The Bowles House in Glen Allen (Photo by Jay Paul)
What: A Glen Allen farmhouse
Where: 2704 Bowles Lane
Why it matters: A house has stood on this site since around 1825, and it was acknowledged as probably the largest dwelling in rural Henrico through the mid-19th century.
In that odd way that houses accrue names, clinging like barnacles attached to a boat’s keel, a Glen Allen property is commonly referred to as the Bowles House, although that prominent family did not build the place, but likely modified it.
According to Henrico County records and a Works Progress Administration history report, it seems that John Walker (1752-1826), who is described as an Englishman from Massachusetts and a Revolutionary War veteran, first built a brick house on the site around 1825. On nearby Mountain Road, Walker also built Walkerton Tavern, which still stands as part of Henrico County Recreation and Parks. The bricks for both structures were handmade in England.
Between 1788 and the end of 1818, when he was 66, Walker amassed nearly 400 acres.
After Walker’s death, the house was acquired by Col. Thomas Burton, “a man of culture and wealth,” according to the WPA description, who lived at this location until his 1861 death.
Then came Absalom Peyton Rowe (1817-1900), a Spotyslvania County preacher’s son, a one-term member of the Virginia House of Delegates and later the six-term mayor of Fredericksburg.
Sometime after the Civil War, the original brick house burned, and a frame house was constructed on the foundation. This became the home of Edgar Sheppard, he of the large and prosperous Sheppard family associated with Meadow Farm (3400 Mountain Road) and Locust Grove (3501 Gayton Hill Lane), both preserved by Henrico County. Sheppard was just 31 years old at the time of his late-1886 death. He worked at Cussons, Sheppard & Co., a prosperous printing house in Glen Allen.
Capt. John Cussons patented wall and desk versions of calendars, with rip-off pages, that also featured advertising. He oversaw the 1880s creation of Forest Lodge, a 100-room, 1,000-acre resort hotel. Forest Lodge was demolished in 1989 and is survived only by a cupola from one of its towers that today sits at 2409 Mountain Road.
Through the following years, the house belonged to several people who sold off acreage. It was lived in by James B. Winston and then Benjamin Ladd and Lydia P. Purcell — for whom Purcell Road gets its name.
The home’s namesake, young lawyer C. Champion Bowles, and his wife, Helen Humes, didn’t arrive until 1919. They would raise three daughters and a son in the home. Bowles, a graduate of the University of Richmond and T.C. Williams School of Law, was elected in 1936 as Goochland County commonwealth’s attorney, and the next year, he sold the house to Willie L. Burruss. Gov. Thomas Stanley appointed Bowles to the 9th Judicial Circuit in Sept. 1954, from which he retired in February 1966. He died in 1967.
Some dozen families moved through the 3,736-square-foot, 10-room house into the late 20th century. By then, the house resembled a backdrop for the memories and ghosts of Thornton Wilder’s play “Our Town.” In 2012, the Bank of New York Mellon Trust held the title. The current owners are Michael Mitchell and Cynthia Harris.
Thanks to Mary Ann Soldano of Henrico County Recreation and Parks for her help with research.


Verbatim copy without images: repeat the records in full.

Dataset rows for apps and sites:
- Opening Delimiter -
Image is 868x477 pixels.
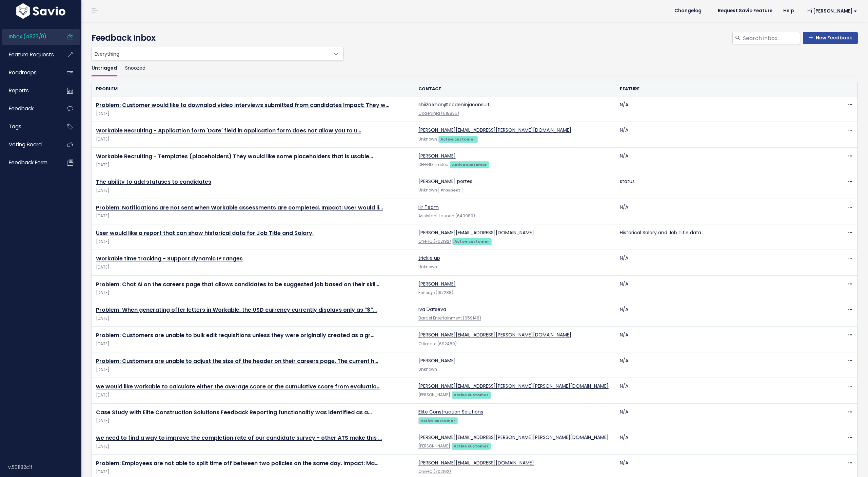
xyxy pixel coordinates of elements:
a: Active customer [452,238,492,244]
span: Unknown [419,187,437,193]
a: Hi [PERSON_NAME] [800,6,863,16]
a: OneHQ (702192) [419,238,451,244]
a: [PERSON_NAME] [419,357,456,364]
span: Unknown [419,367,437,372]
a: shiiza.khan@codeninjaconsulti… [419,101,494,108]
a: Problem: Customer would like to downalod video interviews submitted from candidates Impact: They w… [96,101,389,109]
span: [DATE] [96,392,411,399]
td: N/A [616,301,817,327]
span: [DATE] [96,443,411,450]
a: Active customer [439,136,478,142]
strong: Active customer [455,238,489,244]
span: Inbox (4923/0) [9,33,47,40]
span: Reports [9,87,29,94]
a: New Feedback [803,32,858,44]
a: [PERSON_NAME][EMAIL_ADDRESS][PERSON_NAME][PERSON_NAME][DOMAIN_NAME] [419,434,609,441]
a: Inbox (4923/0) [2,29,56,44]
td: N/A [616,275,817,301]
a: Case Study with Elite Construction Solutions Feedback Reporting functionality was identified as a… [96,409,371,416]
a: Workable Recruiting - Templates (placeholders) They would like some placeholders that is usable… [96,153,373,161]
a: Assistant Launch (640989) [419,214,475,218]
a: Prospect [439,186,463,194]
a: Feature Requests [2,47,56,63]
span: [DATE] [96,418,411,425]
a: Problem: When generating offer letters in Workable, the USD currency currently displays only as "$"… [96,306,377,314]
span: Unknown [419,137,437,142]
a: Roadmaps [2,65,56,80]
a: [PERSON_NAME] [419,443,451,449]
span: [DATE] [96,238,411,246]
a: [PERSON_NAME][EMAIL_ADDRESS][PERSON_NAME][DOMAIN_NAME] [419,332,571,338]
span: Roadmaps [9,69,37,76]
span: Hi [PERSON_NAME] [808,9,858,14]
a: Elite Construction Solutions [419,409,484,415]
div: v.501182c1f [8,459,81,476]
a: User would like a report that can show historical data for Job Title and Salary. [96,229,314,237]
td: N/A [616,198,817,224]
a: Untriaged [91,60,117,76]
td: N/A [616,250,817,275]
a: [PERSON_NAME] [419,280,456,287]
a: Active customer [450,161,489,168]
a: [PERSON_NAME] [419,153,456,159]
strong: Active customer [454,443,489,449]
input: Search inbox... [743,32,801,44]
span: [DATE] [96,340,411,348]
a: we need to find a way to improve the completion rate of our candidate survey - other ATS make this … [96,434,382,442]
a: Problem: Customers are unable to adjust the size of the header on their careers page. The current h… [96,357,378,365]
a: Ottimate (692480) [419,341,457,347]
a: we would like workable to calculate either the average score or the cumulative score from evaluatio… [96,383,380,390]
a: Feedback form [2,155,56,170]
a: Fenergo (197288) [419,290,453,296]
a: DEFEND Limited [419,162,448,167]
span: Everything [91,47,343,60]
span: Unknown [419,264,437,270]
span: [DATE] [96,315,411,322]
strong: Active customer [452,162,487,167]
h4: Feedback Inbox [91,32,858,44]
a: [PERSON_NAME][EMAIL_ADDRESS][PERSON_NAME][PERSON_NAME][DOMAIN_NAME] [419,383,609,389]
a: Workable time tracking - Support dynamic IP ranges [96,255,243,263]
td: N/A [616,96,817,122]
span: Feedback [9,105,34,112]
a: [PERSON_NAME][EMAIL_ADDRESS][DOMAIN_NAME] [419,229,534,236]
strong: Active customer [440,137,476,142]
span: Tags [9,123,22,130]
a: Tags [2,119,56,134]
a: [PERSON_NAME][EMAIL_ADDRESS][PERSON_NAME][DOMAIN_NAME] [419,127,571,133]
td: N/A [616,378,817,403]
td: N/A [616,122,817,148]
a: Problem: Chat AI on the careers page that allows candidates to be suggested job based on their skil… [96,280,379,288]
span: [DATE] [96,136,411,143]
a: Snoozed [125,60,145,76]
strong: Active customer [454,392,489,398]
a: Active customer [419,417,458,424]
td: N/A [616,429,817,455]
span: Everything [92,47,330,60]
span: [DATE] [96,110,411,117]
img: logo-white.9d6f32f41409.svg [14,3,67,18]
a: Active customer [452,442,491,449]
strong: Prospect [440,187,460,193]
a: Help [778,6,800,16]
a: Problem: Notifications are not sent when Workable assessments are completed. Impact: User would li… [96,204,383,211]
th: Problem [92,82,415,96]
th: Contact [415,82,616,96]
span: [DATE] [96,289,411,296]
span: [DATE] [96,187,411,194]
td: N/A [616,327,817,352]
a: Reports [2,83,56,99]
a: Iva Datseva [419,306,446,312]
a: Hr Team [419,204,439,210]
a: status [620,178,635,185]
a: Problem: Customers are unable to bulk edit requisitions unless they were originally created as a gr… [96,332,375,339]
a: OneHQ (702192) [419,469,451,475]
a: Feedback [2,101,56,116]
a: trickle up [419,255,440,262]
a: Bardel Entertainment (659148) [419,316,481,321]
ul: Filter feature requests [91,60,858,76]
a: Workable Recruiting - Application form 'Date' field in application form does not allow you to u… [96,127,361,134]
td: N/A [616,352,817,377]
span: [DATE] [96,213,411,220]
span: [DATE] [96,161,411,169]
- Closing Delimiter -
* **Output for this exercise**
Image is 868x477 pixels.
xyxy pixel coordinates of elements:
a: Active customer [452,238,492,244]
span: Unknown [419,187,437,193]
a: Hi [PERSON_NAME] [800,6,863,16]
a: OneHQ (702192) [419,238,451,244]
a: [PERSON_NAME] [419,357,456,364]
span: Unknown [419,367,437,372]
a: shiiza.khan@codeninjaconsulti… [419,101,494,108]
a: Problem: Customer would like to downalod video interviews submitted from candidates Impact: They w… [96,101,389,109]
span: [DATE] [96,392,411,399]
td: N/A [616,301,817,327]
span: [DATE] [96,443,411,450]
a: Active customer [439,136,478,142]
strong: Active customer [455,238,489,244]
span: Inbox (4923/0) [9,33,47,40]
span: Reports [9,87,29,94]
a: New Feedback [803,32,858,44]
a: [PERSON_NAME][EMAIL_ADDRESS][PERSON_NAME][PERSON_NAME][DOMAIN_NAME] [419,434,609,441]
a: Inbox (4923/0) [2,29,56,44]
td: N/A [616,275,817,301]
a: Case Study with Elite Construction Solutions Feedback Reporting functionality was identified as a… [96,409,371,416]
a: Workable Recruiting - Templates (placeholders) They would like some placeholders that is usable… [96,153,373,161]
a: Assistant Launch (640989) [419,214,475,218]
a: Prospect [439,186,463,194]
a: Feature Requests [2,47,56,63]
span: [DATE] [96,418,411,425]
a: Problem: When generating offer letters in Workable, the USD currency currently displays only as "$"… [96,306,377,314]
span: Unknown [419,137,437,142]
a: Roadmaps [2,65,56,80]
a: [PERSON_NAME] [419,443,451,449]
span: [DATE] [96,238,411,246]
a: [PERSON_NAME][EMAIL_ADDRESS][PERSON_NAME][DOMAIN_NAME] [419,332,571,338]
span: Roadmaps [9,69,37,76]
span: Hi [PERSON_NAME] [808,9,858,14]
a: Elite Construction Solutions [419,409,484,415]
div: v.501182c1f [8,459,81,476]
a: User would like a report that can show historical data for Job Title and Salary. [96,229,314,237]
td: N/A [616,198,817,224]
a: Untriaged [91,60,117,76]
td: N/A [616,250,817,275]
a: [PERSON_NAME] [419,280,456,287]
a: Active customer [450,161,489,168]
a: [PERSON_NAME] [419,153,456,159]
strong: Active customer [454,443,489,449]
input: Search inbox... [743,32,801,44]
span: [DATE] [96,340,411,348]
a: we need to find a way to improve the completion rate of our candidate survey - other ATS make this … [96,434,382,442]
a: Problem: Customers are unable to adjust the size of the header on their careers page. The current h… [96,357,378,365]
a: Ottimate (692480) [419,341,457,347]
a: we would like workable to calculate either the average score or the cumulative score from evaluatio… [96,383,380,390]
a: Feedback form [2,155,56,170]
a: Fenergo (197288) [419,290,453,296]
a: DEFEND Limited [419,162,448,167]
span: Everything [91,47,343,60]
span: Unknown [419,264,437,270]
span: [DATE] [96,315,411,322]
strong: Active customer [452,162,487,167]
h4: Feedback Inbox [91,32,858,44]
a: [PERSON_NAME][EMAIL_ADDRESS][PERSON_NAME][PERSON_NAME][DOMAIN_NAME] [419,383,609,389]
a: Workable time tracking - Support dynamic IP ranges [96,255,243,263]
td: N/A [616,96,817,122]
span: Feedback [9,105,34,112]
a: [PERSON_NAME][EMAIL_ADDRESS][DOMAIN_NAME] [419,229,534,236]
strong: Active customer [440,137,476,142]
span: Tags [9,123,22,130]
a: Tags [2,119,56,134]
a: [PERSON_NAME][EMAIL_ADDRESS][PERSON_NAME][DOMAIN_NAME] [419,127,571,133]
td: N/A [616,378,817,403]
td: N/A [616,122,817,148]
a: Problem: Chat AI on the careers page that allows candidates to be suggested job based on their skil… [96,280,379,288]
span: [DATE] [96,136,411,143]
a: Snoozed [125,60,145,76]
strong: Active customer [454,392,489,398]
a: Active customer [419,417,458,424]
td: N/A [616,429,817,455]
span: Everything [92,47,330,60]
span: [DATE] [96,110,411,117]
img: logo-white.9d6f32f41409.svg [14,3,67,18]
a: Active customer [452,442,491,449]
strong: Prospect [440,187,460,193]
a: Help [778,6,800,16]
a: Problem: Notifications are not sent when Workable assessments are completed. Impact: User would li… [96,204,383,211]
th: Problem [92,82,415,96]
th: Contact [415,82,616,96]
span: [DATE] [96,289,411,296]
span: [DATE] [96,187,411,194]
td: N/A [616,327,817,352]
a: Reports [2,83,56,99]
a: Iva Datseva [419,306,446,312]
a: Hr Team [419,204,439,210]
a: status [620,178,635,185]
a: Problem: Customers are unable to bulk edit requisitions unless they were originally created as a gr… [96,332,375,339]
a: OneHQ (702192) [419,469,451,475]
a: Feedback [2,101,56,116]
a: trickle up [419,255,440,262]
a: Bardel Entertainment (659148) [419,316,481,321]
ul: Filter feature requests [91,60,858,76]
a: Workable Recruiting - Application form 'Date' field in application form does not allow you to u… [96,127,361,134]
td: N/A [616,352,817,377]
span: [DATE] [96,213,411,220]
span: [DATE] [96,161,411,169]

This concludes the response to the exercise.